Mood: rushed
Topic: "For More Years" (3)
Frodo noticed the black-and-white photo taped to the wall above the young man's desk. Not recognizing the subject, Frodo asked who it was? With a sly grin the young man told Frodo that "he was the greatest civil servant in American History." Frodo still had no idea who the slender young man with the narrow tie and double-breasted suit could have been. He was truly an ordinary face in an ordinary photograph. Frodo simply stared at the young man as he said "Eliott Ness."
The Treasury Department Agent in charge of the investigation that brought Al Capone to justice was Eliott Ness. Later made famous by Robert Stack in a TV Series called "The Untouchables," and by Kevin Costner in an overdone Hollywood extravaganza, Eliott Ness was a guy doing his job. The pressure and, indeed, the danger, was as intense as that faced by the citizen soldier on the field of battle.
That pressure, and that danger, are a metaphor for the task faced by young men and women today a long, long way from home. They are not fighting a war. They are up against organized crime.
The Shiite Militia of al-Sadr and his ilk provides "protection" to their subscribers, at the behest of their "Godfather."
Sunni insurgents, dressed as police officers, commit mass murder and torture in the same brutal fashion as occurred at the "St. Valentine's Day Massacre."
The police authorities are riddled by bribery and political favoritism.
The governmental bodies are powerless against the criminals, and the honest ones are "rubbed out" as quickly as possible.
Cooperation with legitimate authority by private citizens is answered by violence and assassination.
An insatiable demand, and the subsequent spiraling cost, for a consumer product feed the coffers of the criminal elements.
Frodo could go on all day. Iraq is Chicago, as once we knew it. There is a point to be made which, so far, has eluded all but the most astute of the behavioralists. Despite the violence, despite the pithy pronunciations of America's boob-in-charge, despite the national resources thrown recklessly to the sub-Saharan winds, for the past four years the United States of America has fought criminals as if they were an indigenous population fighting against an oppressing occupier. These are not tribes with names like Apache, or Shawnee, or God forbid, even Mohican. There is no enemy army, there is nothing more than sub-human behavior which Americans have long identified as "gang warfare." It is the Sharks, and it is the Jets, and in other circumstances we could see them as Italian, or Irish, or Puerto Rican.
Eliott Ness was given a job to do, and the resources available to him were miniscule and finite. Eliott Ness figured out that enforcing the law meant that he had to establish order by first "cutting off the head of the snake." Al Capone went to jail for income tax evasion, on a sentence of eleven years. The stranglehold of the gangs on Chicago, and subsequently their mere presence in America, collapsed. A stable government and judicial processes followed, slowly. Paul Bremer was certainly no Eliott Ness. Unfortunately, neither is anyone else. That's why what they have done was ass-backwards, and that is why our young men and women will die there, for more years. The snake is among us, and he strikes when it suits him. The tragedy is that now, we don't even know who he is.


◆ **EXERCISE DETAILS**
Write out every single entry exactly.

◆ **Dataset entries**
***
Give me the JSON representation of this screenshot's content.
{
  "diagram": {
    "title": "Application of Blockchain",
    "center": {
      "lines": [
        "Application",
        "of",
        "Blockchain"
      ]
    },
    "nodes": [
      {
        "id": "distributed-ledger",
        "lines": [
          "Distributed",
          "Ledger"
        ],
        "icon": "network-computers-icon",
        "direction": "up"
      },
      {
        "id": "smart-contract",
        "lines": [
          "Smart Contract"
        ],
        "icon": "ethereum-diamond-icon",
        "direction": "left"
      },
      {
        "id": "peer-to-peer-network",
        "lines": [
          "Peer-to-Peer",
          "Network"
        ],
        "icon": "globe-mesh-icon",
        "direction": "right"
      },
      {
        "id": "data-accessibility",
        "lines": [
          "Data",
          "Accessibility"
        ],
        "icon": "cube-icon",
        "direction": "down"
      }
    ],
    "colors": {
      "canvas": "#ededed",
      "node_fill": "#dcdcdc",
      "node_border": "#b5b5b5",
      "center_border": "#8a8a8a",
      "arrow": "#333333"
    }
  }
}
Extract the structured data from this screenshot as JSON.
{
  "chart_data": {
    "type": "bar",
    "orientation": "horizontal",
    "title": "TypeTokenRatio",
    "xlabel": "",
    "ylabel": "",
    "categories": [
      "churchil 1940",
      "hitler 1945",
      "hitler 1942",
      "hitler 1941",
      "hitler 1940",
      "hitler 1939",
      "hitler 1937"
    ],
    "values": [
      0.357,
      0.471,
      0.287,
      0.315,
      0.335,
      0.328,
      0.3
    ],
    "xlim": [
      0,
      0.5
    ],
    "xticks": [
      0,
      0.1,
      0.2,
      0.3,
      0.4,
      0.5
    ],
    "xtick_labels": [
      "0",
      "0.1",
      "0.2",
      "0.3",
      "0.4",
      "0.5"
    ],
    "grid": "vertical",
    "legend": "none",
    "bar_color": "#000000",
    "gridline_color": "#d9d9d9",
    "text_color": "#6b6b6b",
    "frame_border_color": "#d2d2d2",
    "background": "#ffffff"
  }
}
***
◆ **EXERCISE RESPONSE**
Give me the JSON representation of this screenshot's content.
{
  "diagram": {
    "title": "Application of Blockchain",
    "center": {
      "lines": [
        "Application",
        "of",
        "Blockchain"
      ]
    },
    "nodes": [
      {
        "id": "distributed-ledger",
        "lines": [
          "Distributed",
          "Ledger"
        ],
        "icon": "network-computers-icon",
        "direction": "up"
      },
      {
        "id": "smart-contract",
        "lines": [
          "Smart Contract"
        ],
        "icon": "ethereum-diamond-icon",
        "direction": "left"
      },
      {
        "id": "peer-to-peer-network",
        "lines": [
          "Peer-to-Peer",
          "Network"
        ],
        "icon": "globe-mesh-icon",
        "direction": "right"
      },
      {
        "id": "data-accessibility",
        "lines": [
          "Data",
          "Accessibility"
        ],
        "icon": "cube-icon",
        "direction": "down"
      }
    ],
    "colors": {
      "canvas": "#ededed",
      "node_fill": "#dcdcdc",
      "node_border": "#b5b5b5",
      "center_border": "#8a8a8a",
      "arrow": "#333333"
    }
  }
}
Extract the structured data from this screenshot as JSON.
{
  "chart_data": {
    "type": "bar",
    "orientation": "horizontal",
    "title": "TypeTokenRatio",
    "xlabel": "",
    "ylabel": "",
    "categories": [
      "churchil 1940",
      "hitler 1945",
      "hitler 1942",
      "hitler 1941",
      "hitler 1940",
      "hitler 1939",
      "hitler 1937"
    ],
    "values": [
      0.357,
      0.471,
      0.287,
      0.315,
      0.335,
      0.328,
      0.3
    ],
    "xlim": [
      0,
      0.5
    ],
    "xticks": [
      0,
      0.1,
      0.2,
      0.3,
      0.4,
      0.5
    ],
    "xtick_labels": [
      "0",
      "0.1",
      "0.2",
      "0.3",
      "0.4",
      "0.5"
    ],
    "grid": "vertical",
    "legend": "none",
    "bar_color": "#000000",
    "gridline_color": "#d9d9d9",
    "text_color": "#6b6b6b",
    "frame_border_color": "#d2d2d2",
    "background": "#ffffff"
  }
}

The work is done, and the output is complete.